First step, I weighed out the four ounces of sugar, and added the butter, which in this case was a stick (8 ounces).

Strap it to the mixer, and commence creaming, and stopping occasionally to scrape down the bowl.


This step is really important, and one of those I find that people have the most trouble with. How do you know you’ve creamed the butter enough? Well, it’s not that simple, but I find that sound is just as good to go by as sight. When you don’t hear the sugar scraping against the bowl, you’re getting close. The butter should lighten in color and look something like this.

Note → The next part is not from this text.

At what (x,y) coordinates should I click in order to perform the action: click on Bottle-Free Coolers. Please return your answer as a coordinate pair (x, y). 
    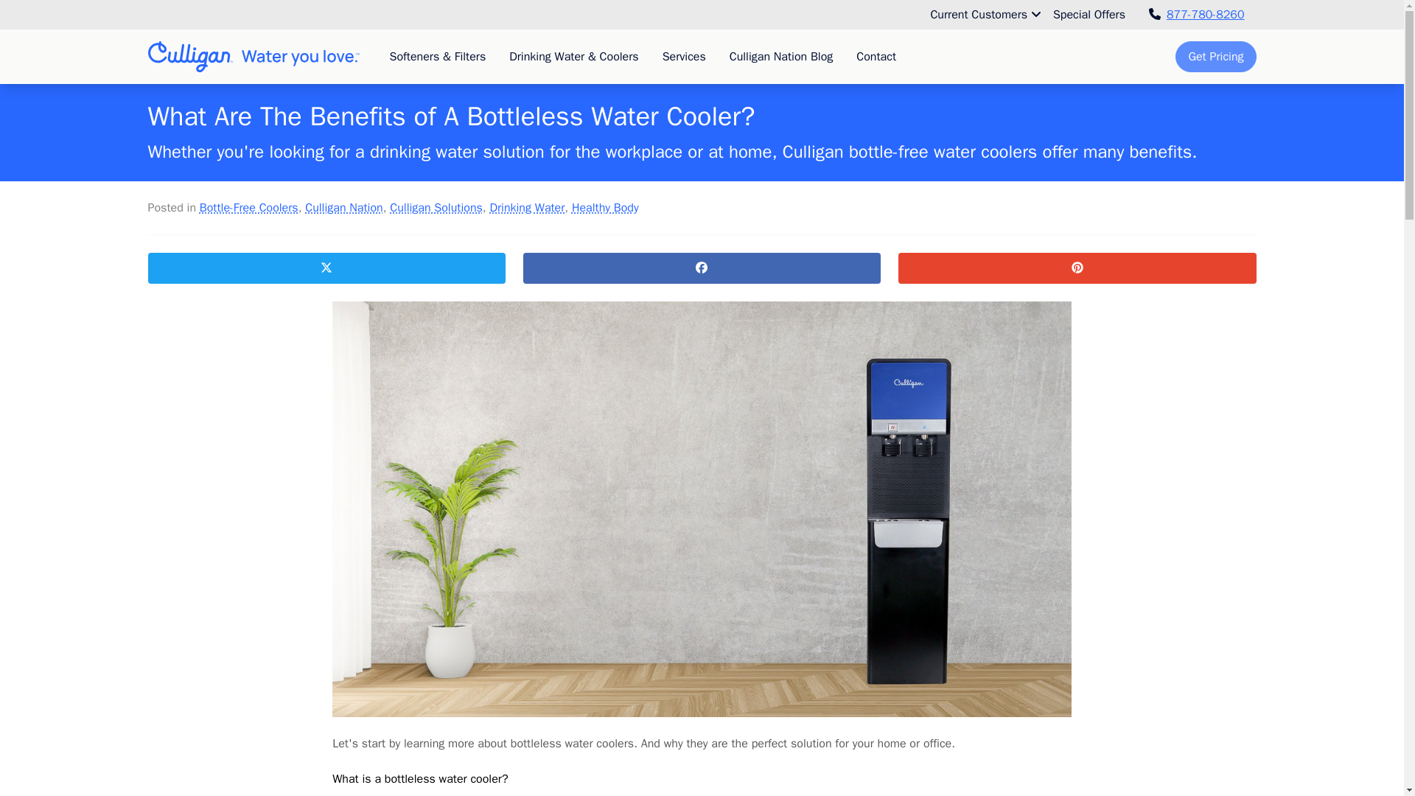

It looks fluffy. No lumps, smooth. Give it a taste. If you have the will power to keep going making cookies and not run off into the living room and plop yourself in front of the tv and eat this stuff straight off the spatula, your willpower is strong. I’ve been known to do just this very thing in the past. Just saying. I won’t fault you if you do too.
Ok, now that everything is creamed well, time to add the flour. Back to the scale, weigh out the six ounces of flour, and mix again.


Hmmm. Fail?
It would appear so. This didn’t come together into a cohesive dough. (I’ve sent Michael an email about this, to see if I managed to screw this up.) I could pick it up and form it into a dough, but it never came together on its own. Oh well, no biggie. The instructions say to either roll it into a log, put it in the fridge, and cut later, or roll into balls and flatten them. I voted for the latter, because I wanted cookies now, dammit. The dough actually rolled fairly easily. I then flattened them out with the back of a glass, and into the 350 degree oven they went.

Halfway through baking, I gave the sheet pan half a spin, and kept an eye on them as they finished baking. Those seven minutes were torture, I tell you.
Aha!! Cookies!!!

Put them on a rack to cool, and 10 minutes later, it was time to taste.

Remember those Danish butter cookies that would get really popular around Christmas time? Yeah, I’m trying to forget them too, because these cookies are exponentially better than those. Take that, you Danes! I’ve got you beat by a mile with this. They are buttery, without being too sweet. Just like how a perfect shortbread should be. I’d eat them all if I didn’t have any willpower.
So what’s the verdict? Win. Big win. Honestly, anything you added to this would just be superfluous, though some vanilla, some ground pecans, and a dusting of turbinado sugar certainly would be great additions. But if you’re out of chocolate chips, your pecans are stale, and your baking powder is expired, fear not. Cookies are still at hand, you just need some flour, sugar, and butter. Remember, don’t forget the salt.
The variations to this basic ratio are endless, which is good, because it will give me ample opportunities to write more about cookies. Change sugars, add eggs and/or leavening, and different combinations of flavorings and spices. That’s never a bad thing.
Ingredients
King Arthur all-purpose flour
Central Market unsalted butter
Imperial pure cane sugar
Next up, that quintessential French standby, pate-a-choux. Who thought shoe paste could be so appetizing.
richard, the finished cookies look almost right. i wonder if there is less water in the butter you used. you need a little water to hold the dough together.